Thursday, July 9, 2020

Dancing Storms

I have always watched the skies, learned their ways and been excited to know as much as I could learn about all the parameters of climate. This probably got a huge push to a more scientific understanding because of Mr. Paul Hayes, my science teacher for the brief time I was at Fort Howard School. He got the help of the janitor to mount a weather station on the roof of the school, along with a pair of mirrors so we could observe the station from the classroom. It was pretty ingenious. We would take measurements with the sling psychrometer and got to know the feeling of moist and dry air at a range of temperatures. As far back as the late Sixties, I began to get a clear picture of how different storm fronts would move and what winds from different directions typically brought with them. Even the cloud formations, in my mind could help show what to expect in the coming hours or days. One of the most important things I learned, so important in fact, that it was taught all the way through college, is that high and low pressure cells were RELATIVE pressure. Highs did not mean, necessarily a numerically high number, just that compared to the surrounding atmosphere, it is relatively high pressure. You could have low pressure, surrounded for the most part by very low pressure, and it would still be designated a high pressure "cell".


By the time I learned the science of this, there was also great focus on the fact that these cells typically follow patterns, rarely would pressure cells stall for great lengths of time, nor would they ever gain enough strength to cross the Equator. Much of what we thought we knew about our planet has changed to the point of being wrong now-a-days. The old weather maps showed a series of highs and lows that would be, for lack of better words, slow, relatively steady and somewhat predictable, because the cells would alternate, high, low, high, low. Today, there can be a three lobed cell of ultra low pressure that covers the country from the Continental Divide at the Rocky Mountains, all the way through the Piedmont and into the Northeast. Three super low pressure areas, combined into one huge "relatively" low pressure cell. This would have been incomprehensible in previous centuries. We have already had more than twenty years to begin grappling with the "new normal" and so little was made of the first cohesive pressure cell crossing the Equator, a few years ago, it seems that most meteorologists were not paying attention in class or asleep on the job. I get it, now some conspiracy theorists might say, "Or, they were told not to talk about it." I'm nearly positive that this is not it. Think about it, if your job is to come into everyone's home every day and tell them what to expect, reporting on what may prove to be climatically catastrophic might not be the best way to remain on good terms with them. Not everyone has to be told not to bite the hand that feeds them either, so even if there was some sort of conspiracy to keep it quiet, it was ineffectual. Science documents this sort of thing and there is not a cover up, just lack of attention being paid to the planet and her processes.

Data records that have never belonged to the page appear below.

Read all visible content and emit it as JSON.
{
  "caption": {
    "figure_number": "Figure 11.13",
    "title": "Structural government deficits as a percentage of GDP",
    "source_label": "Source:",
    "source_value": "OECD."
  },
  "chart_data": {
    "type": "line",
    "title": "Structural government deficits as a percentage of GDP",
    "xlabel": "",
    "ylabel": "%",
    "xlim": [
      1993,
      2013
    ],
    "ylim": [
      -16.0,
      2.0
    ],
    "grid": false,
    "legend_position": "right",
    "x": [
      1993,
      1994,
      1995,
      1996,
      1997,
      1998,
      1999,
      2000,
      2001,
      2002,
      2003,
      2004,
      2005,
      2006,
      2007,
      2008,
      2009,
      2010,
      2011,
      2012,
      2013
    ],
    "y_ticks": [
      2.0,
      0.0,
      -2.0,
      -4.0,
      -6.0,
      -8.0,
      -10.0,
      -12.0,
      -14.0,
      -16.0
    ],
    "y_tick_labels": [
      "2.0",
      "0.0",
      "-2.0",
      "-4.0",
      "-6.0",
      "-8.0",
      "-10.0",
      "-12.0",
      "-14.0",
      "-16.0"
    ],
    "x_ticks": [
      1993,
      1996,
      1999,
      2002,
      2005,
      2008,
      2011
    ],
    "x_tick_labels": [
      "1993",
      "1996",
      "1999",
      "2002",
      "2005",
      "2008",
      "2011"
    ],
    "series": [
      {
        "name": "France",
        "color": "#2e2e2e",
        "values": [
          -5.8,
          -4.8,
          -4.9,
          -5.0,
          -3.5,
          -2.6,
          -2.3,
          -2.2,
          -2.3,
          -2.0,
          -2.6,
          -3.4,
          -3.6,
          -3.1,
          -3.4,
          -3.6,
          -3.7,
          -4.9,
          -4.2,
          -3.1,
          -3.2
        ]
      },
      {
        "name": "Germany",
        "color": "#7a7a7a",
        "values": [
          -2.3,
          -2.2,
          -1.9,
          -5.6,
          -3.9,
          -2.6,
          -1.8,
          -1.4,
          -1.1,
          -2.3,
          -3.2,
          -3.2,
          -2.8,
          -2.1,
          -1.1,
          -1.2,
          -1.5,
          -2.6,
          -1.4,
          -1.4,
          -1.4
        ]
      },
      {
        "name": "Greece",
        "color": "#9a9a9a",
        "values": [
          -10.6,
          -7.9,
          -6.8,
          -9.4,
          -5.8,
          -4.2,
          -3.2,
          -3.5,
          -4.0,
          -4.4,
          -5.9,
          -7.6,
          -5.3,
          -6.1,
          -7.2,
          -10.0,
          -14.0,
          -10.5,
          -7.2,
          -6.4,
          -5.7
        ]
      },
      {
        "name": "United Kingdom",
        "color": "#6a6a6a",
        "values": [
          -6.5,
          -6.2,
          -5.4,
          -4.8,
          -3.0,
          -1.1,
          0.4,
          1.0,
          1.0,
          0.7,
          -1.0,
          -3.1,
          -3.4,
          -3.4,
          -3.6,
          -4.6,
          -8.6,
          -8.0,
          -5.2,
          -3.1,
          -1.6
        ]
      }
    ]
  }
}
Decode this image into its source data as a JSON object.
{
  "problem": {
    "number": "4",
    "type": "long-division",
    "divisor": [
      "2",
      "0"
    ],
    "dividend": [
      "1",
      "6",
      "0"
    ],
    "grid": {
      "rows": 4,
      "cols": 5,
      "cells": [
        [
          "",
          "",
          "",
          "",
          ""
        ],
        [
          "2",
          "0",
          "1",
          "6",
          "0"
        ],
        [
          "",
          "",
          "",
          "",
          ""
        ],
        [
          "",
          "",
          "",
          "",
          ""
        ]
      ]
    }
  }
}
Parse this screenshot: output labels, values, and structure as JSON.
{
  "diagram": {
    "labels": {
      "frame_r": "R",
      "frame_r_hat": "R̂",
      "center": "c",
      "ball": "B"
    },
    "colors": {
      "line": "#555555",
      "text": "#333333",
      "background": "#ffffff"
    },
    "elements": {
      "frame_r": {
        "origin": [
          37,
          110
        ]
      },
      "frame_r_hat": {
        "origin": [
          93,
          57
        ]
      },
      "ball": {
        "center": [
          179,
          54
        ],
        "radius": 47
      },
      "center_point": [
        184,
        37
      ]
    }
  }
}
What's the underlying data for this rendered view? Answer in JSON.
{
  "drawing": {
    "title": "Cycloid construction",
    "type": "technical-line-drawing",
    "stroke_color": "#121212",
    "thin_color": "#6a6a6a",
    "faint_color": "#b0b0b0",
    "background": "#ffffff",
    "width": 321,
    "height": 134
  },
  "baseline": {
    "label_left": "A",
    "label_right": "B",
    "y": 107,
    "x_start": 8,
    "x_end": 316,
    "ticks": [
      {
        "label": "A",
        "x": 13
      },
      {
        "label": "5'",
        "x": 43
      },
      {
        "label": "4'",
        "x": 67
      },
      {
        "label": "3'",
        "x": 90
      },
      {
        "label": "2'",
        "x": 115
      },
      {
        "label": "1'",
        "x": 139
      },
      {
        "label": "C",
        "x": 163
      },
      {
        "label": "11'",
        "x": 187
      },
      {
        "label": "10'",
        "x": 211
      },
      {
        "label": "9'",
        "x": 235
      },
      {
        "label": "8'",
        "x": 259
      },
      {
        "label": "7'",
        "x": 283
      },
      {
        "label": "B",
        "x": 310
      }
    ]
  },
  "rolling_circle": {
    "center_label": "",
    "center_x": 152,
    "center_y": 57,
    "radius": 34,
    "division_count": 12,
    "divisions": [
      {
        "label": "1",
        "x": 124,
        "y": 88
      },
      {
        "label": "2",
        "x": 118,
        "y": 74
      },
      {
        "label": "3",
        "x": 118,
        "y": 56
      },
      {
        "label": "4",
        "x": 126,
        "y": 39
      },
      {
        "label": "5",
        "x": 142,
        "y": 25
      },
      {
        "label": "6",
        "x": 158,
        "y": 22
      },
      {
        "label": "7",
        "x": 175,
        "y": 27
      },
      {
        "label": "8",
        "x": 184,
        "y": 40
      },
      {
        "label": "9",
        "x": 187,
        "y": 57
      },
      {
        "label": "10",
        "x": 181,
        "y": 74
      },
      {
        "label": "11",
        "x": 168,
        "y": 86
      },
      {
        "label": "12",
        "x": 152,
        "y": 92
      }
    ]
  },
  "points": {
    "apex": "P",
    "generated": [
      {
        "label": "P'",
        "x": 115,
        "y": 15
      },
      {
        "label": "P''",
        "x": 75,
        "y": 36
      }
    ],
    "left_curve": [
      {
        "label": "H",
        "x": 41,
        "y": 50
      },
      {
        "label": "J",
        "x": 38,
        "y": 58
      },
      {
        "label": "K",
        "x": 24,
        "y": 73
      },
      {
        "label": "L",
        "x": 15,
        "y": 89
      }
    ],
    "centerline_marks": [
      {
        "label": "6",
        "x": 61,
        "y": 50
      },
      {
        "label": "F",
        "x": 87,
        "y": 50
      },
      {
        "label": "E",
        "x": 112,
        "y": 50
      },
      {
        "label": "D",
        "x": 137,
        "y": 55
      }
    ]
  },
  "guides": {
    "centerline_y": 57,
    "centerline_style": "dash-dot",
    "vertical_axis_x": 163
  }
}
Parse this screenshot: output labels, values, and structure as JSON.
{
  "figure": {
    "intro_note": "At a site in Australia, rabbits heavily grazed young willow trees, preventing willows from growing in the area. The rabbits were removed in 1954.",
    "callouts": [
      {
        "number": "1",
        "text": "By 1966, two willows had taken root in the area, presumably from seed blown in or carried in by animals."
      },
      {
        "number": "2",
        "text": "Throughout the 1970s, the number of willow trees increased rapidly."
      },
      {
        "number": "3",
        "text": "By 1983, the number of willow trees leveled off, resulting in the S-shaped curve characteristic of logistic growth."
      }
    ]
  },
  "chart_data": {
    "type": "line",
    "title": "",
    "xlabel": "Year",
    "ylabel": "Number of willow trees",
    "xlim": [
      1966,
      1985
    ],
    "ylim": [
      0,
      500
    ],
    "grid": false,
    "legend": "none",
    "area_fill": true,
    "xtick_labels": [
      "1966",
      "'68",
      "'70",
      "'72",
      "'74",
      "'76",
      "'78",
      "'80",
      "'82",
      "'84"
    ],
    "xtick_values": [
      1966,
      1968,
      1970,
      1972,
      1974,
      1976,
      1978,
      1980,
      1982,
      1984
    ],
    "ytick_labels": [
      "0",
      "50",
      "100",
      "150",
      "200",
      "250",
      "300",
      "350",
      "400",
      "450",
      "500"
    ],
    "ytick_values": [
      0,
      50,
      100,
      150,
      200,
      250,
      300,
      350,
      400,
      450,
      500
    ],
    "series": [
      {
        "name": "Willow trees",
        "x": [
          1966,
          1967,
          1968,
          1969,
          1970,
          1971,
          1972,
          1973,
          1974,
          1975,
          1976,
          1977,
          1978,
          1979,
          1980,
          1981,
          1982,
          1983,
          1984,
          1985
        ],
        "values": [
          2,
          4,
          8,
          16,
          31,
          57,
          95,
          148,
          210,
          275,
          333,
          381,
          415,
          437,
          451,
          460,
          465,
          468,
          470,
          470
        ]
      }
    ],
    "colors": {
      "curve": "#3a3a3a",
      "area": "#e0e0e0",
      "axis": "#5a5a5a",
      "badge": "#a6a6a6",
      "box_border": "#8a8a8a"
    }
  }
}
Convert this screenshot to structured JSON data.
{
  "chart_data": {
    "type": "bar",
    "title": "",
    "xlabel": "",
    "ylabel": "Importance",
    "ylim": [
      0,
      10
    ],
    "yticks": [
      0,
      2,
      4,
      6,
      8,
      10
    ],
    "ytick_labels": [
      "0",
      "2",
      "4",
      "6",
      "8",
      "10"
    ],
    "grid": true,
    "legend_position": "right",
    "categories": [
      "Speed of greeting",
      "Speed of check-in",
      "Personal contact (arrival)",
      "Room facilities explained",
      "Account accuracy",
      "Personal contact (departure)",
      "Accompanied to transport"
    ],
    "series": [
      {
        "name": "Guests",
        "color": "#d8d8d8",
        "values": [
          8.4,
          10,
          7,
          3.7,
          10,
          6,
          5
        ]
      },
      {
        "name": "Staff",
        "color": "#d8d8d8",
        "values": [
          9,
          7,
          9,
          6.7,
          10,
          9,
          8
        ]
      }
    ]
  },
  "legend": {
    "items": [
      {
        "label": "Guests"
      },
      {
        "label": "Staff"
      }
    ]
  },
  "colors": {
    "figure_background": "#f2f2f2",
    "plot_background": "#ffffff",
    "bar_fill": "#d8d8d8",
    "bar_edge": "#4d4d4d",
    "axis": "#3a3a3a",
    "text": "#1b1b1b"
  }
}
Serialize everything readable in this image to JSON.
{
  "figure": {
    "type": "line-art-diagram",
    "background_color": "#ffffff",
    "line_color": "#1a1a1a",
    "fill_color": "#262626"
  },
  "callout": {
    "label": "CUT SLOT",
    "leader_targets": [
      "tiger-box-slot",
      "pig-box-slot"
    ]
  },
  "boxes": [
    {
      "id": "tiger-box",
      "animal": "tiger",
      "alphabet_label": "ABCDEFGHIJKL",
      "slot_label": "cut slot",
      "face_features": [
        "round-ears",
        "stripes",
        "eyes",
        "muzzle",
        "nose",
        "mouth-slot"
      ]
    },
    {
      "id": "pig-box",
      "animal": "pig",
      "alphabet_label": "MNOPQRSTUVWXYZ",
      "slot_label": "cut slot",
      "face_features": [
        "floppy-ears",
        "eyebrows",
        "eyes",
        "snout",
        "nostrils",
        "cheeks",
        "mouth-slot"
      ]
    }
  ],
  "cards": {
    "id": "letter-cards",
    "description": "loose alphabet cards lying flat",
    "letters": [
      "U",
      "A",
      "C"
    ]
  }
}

This brings me to the title of this post, the weather observation I made this morning, looking at nearby radar, 09-07-2020 between Sheboygan and Manitowoc. Storms had been traveling from Northwest to Southeast overnight and just before sun up, they were tapering out, near Lake Michigan. Just North of Sheboygan, they seemed to hit a wall, stack up and intensify greatly. At that point, the entire storm front stopped (from a speed of about 30 MPH)  and remained stationary for about an hour, then began to very slowly drift back to the Northeast. What had been slowly moving, spotty  cells overnight not only got stronger just before the heating of the day began, but also, grew in size and intensity, poured down heavy rain as it did this little stutter step before heading back up the coast. This back and forth movement is peculiar. We have seen more and more of what is being called "training" storms (ones that, like a freight train develop over a location and continue develop and "run" over it for hours. We have also seen extremely intense storms stall and create record downpours, but this combination of forward, stationary and then, nearly opposite direction movement  is something I have not seen. The first time I saw a massive thunderstorm remain stationary overnight, it was eerie, as if the end of all I had learned had come and All I could do is blink, like a deer in headlights. A week later I got to see first-hand the damage that was done to Wyalusing State Park by that massive downpour that parked over the confluence of the Wisconsin and Mississippi rivers. That night, in July of 2007 I had a clear view to the horizon upstream of Portage and could see the top of that thunderhead stationary all night long. It truly felt like the end of meteorology as I had come to know it.

All of these new oddities we are seeing are due to climate destabilization, nothing more. The atmosphere is like a giant rubber band, or gelatin surrounding the planet. Long, long ago, the largest source of energy was the Sun. Now we routinely burn fossil energy to power our machine slaves. All this energy has to go somewhere, there is no away. The majority flows into this weather producing atmosphere. What dance step that energy fuels next is anyone's guess.